Designing the Audio Subsystem for Smart Cockpits – Part 2
This article explains the acoustic fundamentals, key components, and design processes of automotive audio systems, covering basic sound effects, active sound generation, noise‑cancellation technologies, and the computational and latency constraints that shape audio routing and mixing strategies.
Acoustic Basics
Vehicle audio systems consist of microphones, speakers, power amplifiers, domain controllers and a system topology that interconnects these blocks.
Basic Sound Effects
Basic sound effects comprise multimedia audio processing such as equalizer (EQ) adjustments for bass, mids and treble, volume, balance and fader controls, and optional virtual surround simulation. They compensate for constrained speaker placement (e.g., door‑mounted speakers that are offset from the listener’s head) to achieve a virtual sound source directly ahead and to match the measured in‑car frequency response to a target curve.
Calibration workflow:
Measurement – place multiple artificial‑head microphones at representative cabin locations and record frequency‑response curves.
Offline virtual calibration – process the measured data with software to generate initial EQ settings.
In‑car final calibration – adjust speaker EQ, align high/mid/low speakers per channel, ensure phase and frequency alignment, fine‑tune gain and delay, and apply overall EQ presets.
Active Sound Generation
AVAS (Acoustic Vehicle Alerting System) – front‑mounted speakers emit a designed sound signal at low vehicle speeds to satisfy pedestrian‑alert regulations in Europe (UN/ECE R138), Japan, the United States (FMVSS 141) and China (GB/T 37153).
Internal‑combustion‑engine (ICE) active sound – sensors monitor engine speed, throttle position and vehicle speed; an audio processor synthesises engine‑like sounds for driver immersion, especially in high‑performance vehicles.
Electric‑vehicle (EV) active sound – similar sensor‑driven synthesis produces engine‑characteristic sounds while meeting environmental‑noise constraints.
Active Noise Control (ANC)
ANC operates in a closed‑loop:
Noise detection – cabin microphones continuously capture low‑frequency noise (e.g., engine rumble).
Signal processing – the captured signal is analysed for frequency, amplitude and phase.
Anti‑phase generation – an inverse‑phase signal with equal amplitude is generated.
Playback – the anti‑noise is emitted through speakers, causing destructive interference that reduces the original noise.
Road‑Noise Cancellation (RNC)
RNC follows the same principle as ANC but targets road‑noise frequencies of 30–500 Hz. It requires four vibration sensors mounted on the suspension and a dedicated processing chain. Typical reduction is about 10–20 dB in the targeted band.
Other Functions
3D Chime – uses multiple cabin speakers and spatial processing to create localized alert tones that appear to originate from specific directions, enhancing safety and user experience.
In‑Car Communication (ICC) – a microphone captures a passenger’s speech and nearby head‑rest speakers replay it, enabling conversation without raising overall cabin volume.
KTV – in‑car karaoke can be implemented either with existing cabin microphones or with a handheld microphone, each offering different trade‑offs in installation and acoustic isolation.
System Dependencies
Each acoustic function imposes computational (DSP) demand and latency requirements. Functions are mapped to approximate compute load and latency to guide algorithm placement on hardware blocks.
Microphone specifications required for these functions:
Sensitivity ≈ ‑26 ± 2 dBFS re 11 Pa at 1 kHz
Frequency‑response deviation < 1 % at 94 dB SPL (1 kHz)
Sample‑rate coverage 30 – 500 Hz
SNR > 60 dB (A‑weighted)
Three‑axis vibration sensor specifications for RNC:
Water‑proof, shock‑resistant packaging
Resolution ± 16 g (14‑bit)
Bandwidth 20 Hz – 4 kHz
Low latency, low noise
Operating temperature ‑40 °C – 125 °C
Audio System Design
Vehicle‑wide Audio Strategy
Audio channel definition – enumerate all audio functions and assign matching speakers.
Audio arbitration strategy – define mixing and interruption rules for every pair of functions, establishing how they share or pre‑empt each other.
A sample mixing matrix illustrates the pairwise arbitration decisions.
Audio Route Design
The Audio Route derives from the complete set of audio functions and determines the software architecture, which in turn informs hardware design reviews.
Typical Audio Route diagrams show the mapping from high‑level functions to processing blocks and hardware interfaces.
Design must also consider integration with other subsystems such as ASR and Bluetooth telephony.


What the task asks: Looking at the entries below, state how many lines contain the word "series". Give the number alone.

Excerpted records:

^^^^

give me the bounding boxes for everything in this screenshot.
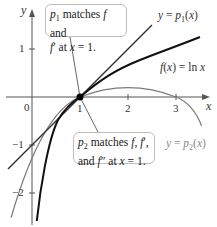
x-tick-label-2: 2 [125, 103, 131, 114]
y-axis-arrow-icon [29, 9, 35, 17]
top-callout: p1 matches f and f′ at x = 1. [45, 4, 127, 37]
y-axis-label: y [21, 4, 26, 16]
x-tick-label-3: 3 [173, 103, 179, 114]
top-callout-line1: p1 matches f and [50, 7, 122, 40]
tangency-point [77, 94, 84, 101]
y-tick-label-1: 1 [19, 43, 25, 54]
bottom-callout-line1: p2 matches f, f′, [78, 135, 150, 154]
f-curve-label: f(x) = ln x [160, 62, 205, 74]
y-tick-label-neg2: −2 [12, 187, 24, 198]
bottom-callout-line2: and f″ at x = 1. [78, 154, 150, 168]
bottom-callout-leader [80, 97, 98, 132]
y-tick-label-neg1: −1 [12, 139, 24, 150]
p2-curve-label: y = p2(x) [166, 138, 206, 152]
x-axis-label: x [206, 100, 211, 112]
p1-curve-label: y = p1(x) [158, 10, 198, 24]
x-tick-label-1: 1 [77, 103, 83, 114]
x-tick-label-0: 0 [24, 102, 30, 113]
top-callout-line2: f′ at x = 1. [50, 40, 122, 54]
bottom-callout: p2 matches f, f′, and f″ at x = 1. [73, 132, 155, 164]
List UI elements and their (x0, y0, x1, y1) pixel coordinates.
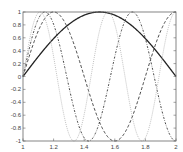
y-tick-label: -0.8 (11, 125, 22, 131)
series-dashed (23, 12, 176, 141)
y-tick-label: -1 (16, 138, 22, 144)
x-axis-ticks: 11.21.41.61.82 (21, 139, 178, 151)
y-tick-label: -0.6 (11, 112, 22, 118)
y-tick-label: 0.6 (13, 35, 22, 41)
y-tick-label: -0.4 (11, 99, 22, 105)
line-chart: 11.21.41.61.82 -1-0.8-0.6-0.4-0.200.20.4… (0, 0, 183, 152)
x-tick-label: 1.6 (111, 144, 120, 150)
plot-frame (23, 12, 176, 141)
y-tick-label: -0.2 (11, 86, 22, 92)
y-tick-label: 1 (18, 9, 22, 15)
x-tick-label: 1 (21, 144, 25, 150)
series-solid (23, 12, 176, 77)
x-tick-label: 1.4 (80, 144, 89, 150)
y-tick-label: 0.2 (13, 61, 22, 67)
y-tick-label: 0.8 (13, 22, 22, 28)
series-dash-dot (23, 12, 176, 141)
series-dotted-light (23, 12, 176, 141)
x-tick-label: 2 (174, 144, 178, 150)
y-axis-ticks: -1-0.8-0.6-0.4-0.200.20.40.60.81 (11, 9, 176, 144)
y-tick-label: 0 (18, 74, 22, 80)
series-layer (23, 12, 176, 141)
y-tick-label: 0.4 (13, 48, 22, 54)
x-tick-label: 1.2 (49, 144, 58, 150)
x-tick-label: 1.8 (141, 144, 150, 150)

^^^^

Answer to the problem: 5